Holocaust survivor and Nobel Laureate, Elie Wiesel, gave this impassioned speech in the East Room of the White House on April 12, 1999, as part of the Millennium Lecture series, hosted by President Bill Clinton and First Lady Hillary Rodham Clinton. In the summer of 1944, as a teenager in Hungary, Elie Wiesel, along with his father, mother and sisters, were deported by the Nazis to Auschwitz extermination camp in occupied Poland. Upon arrival there, Wiesel and his father were selected by SS Dr. Josef Mengele for slave labor and wound up at the nearby Buna rubber factory. Daily life included starvation rations of soup and bread, brutal discipline, and a constant struggle against overwhelming despair. At one point, young Wiesel received 25 lashes of the whip for a minor infraction. In January 1945, as the Russian Army drew near, Wiesel and his father were hurriedly evacuated from Auschwitz by a forced march to Gleiwitz and then via an open train car to Buchenwald in Germany, where his father, mother, and a younger sister eventually died. Wiesel was liberated by American troops in April 1945. After the war, he moved to Paris and became a journalist then later settled in New York. Since 1976, he has been Andrew Mellon Professor in the Humanities at Boston University. He has received numerous awards and honors including the 1986 Nobel Peace Prize and the Presidential Medal of Freedom. He was also the Founding Chair of the United States Holocaust Memorial. Wiesel has written over 40 books including Night, a harrowing chronicle of his Holocaust experience, first published in 1960. At the White House lecture, Wiesel was introduced by Hillary Clinton who stated, "It was more than a year ago that I asked Elie if he would be willing to participate in these Millennium Lectures...I never could have imagined that when the time finally came for him to stand in this spot and to reflect on the past century and the future to come, that we would be seeing children in Kosovo crowded into trains, separated from families, separated from their homes, robbed of their childhoods, their memories, their humanity.
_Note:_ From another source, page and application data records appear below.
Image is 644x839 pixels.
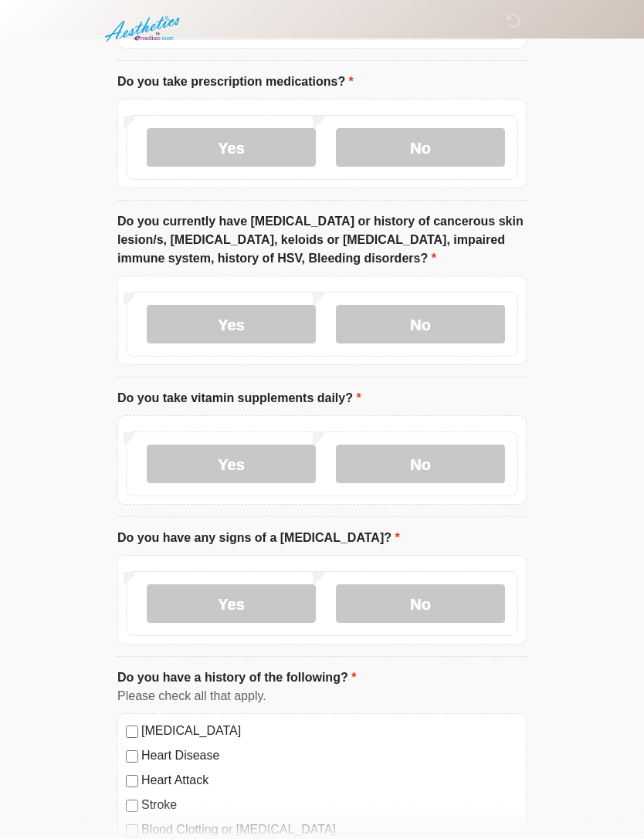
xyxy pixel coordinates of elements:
input: Heart Disease [126,751,138,764]
input: Blood Clotting or [MEDICAL_DATA] [126,825,138,837]
label: Heart Attack [141,772,518,791]
label: Do you currently have [MEDICAL_DATA] or history of cancerous skin lesion/s, [MEDICAL_DATA], keloi... [117,213,526,269]
label: No [336,585,505,624]
label: Do you have a history of the following? [117,669,356,687]
label: Do you have any signs of a [MEDICAL_DATA]? [117,529,400,548]
label: Heart Disease [141,747,518,765]
input: [MEDICAL_DATA] [126,726,138,738]
label: Do you take vitamin supplements daily? [117,390,361,408]
label: Stroke [141,796,518,815]
label: Yes [147,445,315,484]
label: No [336,306,505,344]
label: Yes [147,129,315,167]
label: Do you take prescription medications? [117,73,353,92]
label: Yes [147,585,315,624]
label: Yes [147,306,315,344]
label: No [336,445,505,484]
div: Please check all that apply. [117,687,526,706]
input: Stroke [126,800,138,813]
img: Aesthetics by Emediate Cure Logo [102,11,186,47]
label: No [336,129,505,167]
label: [MEDICAL_DATA] [141,723,518,741]
input: Heart Attack [126,776,138,788]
To inflict great stress on means that dog is scaring the cat.
<h3>What is harrow?</h3>
Harrow can be described as the term that is used in the description of distress as well as trouble . It can be used to explains the situation of the tormenting nature of different things.
However in Agriculture, harrow can be described as the farm implement that serves the purpose of surface tillage and the service is been used after the ploughing for breaking up and smoothing out the surface of the soil.
Ptolemy believed in the Geocentric theory, the theory that everything in the universe revolved around the Earth (the root Geo is indicative of Earth). Copernicus believed in the theory of Heliocentrism, the theory that everything revolved around the Sun (the root Helio is indicative of Sun).
*neither are accurate based on modern scientific knowledge, however Copernicus's was closest to being factual*
American poet John Godfrey Saxe creating his own version as a poem, with a final verse that explains that the elephant is a metaphor for God, and the various blind men represent religions that disagree on something no one has fully experienced.
In "The Alchemist," by Brazilian author Paulo Coelho, Andalusian shepherd boy Santiago prefers to keep his jacket for the reason that in the south of Spain the temperature changes from extremely hot during the day to very cold at night. Besides, the jacket is a representation of his willingness to change and see the world during his journey to Egypt, which has to do with the central theme of the novel: readiness to change.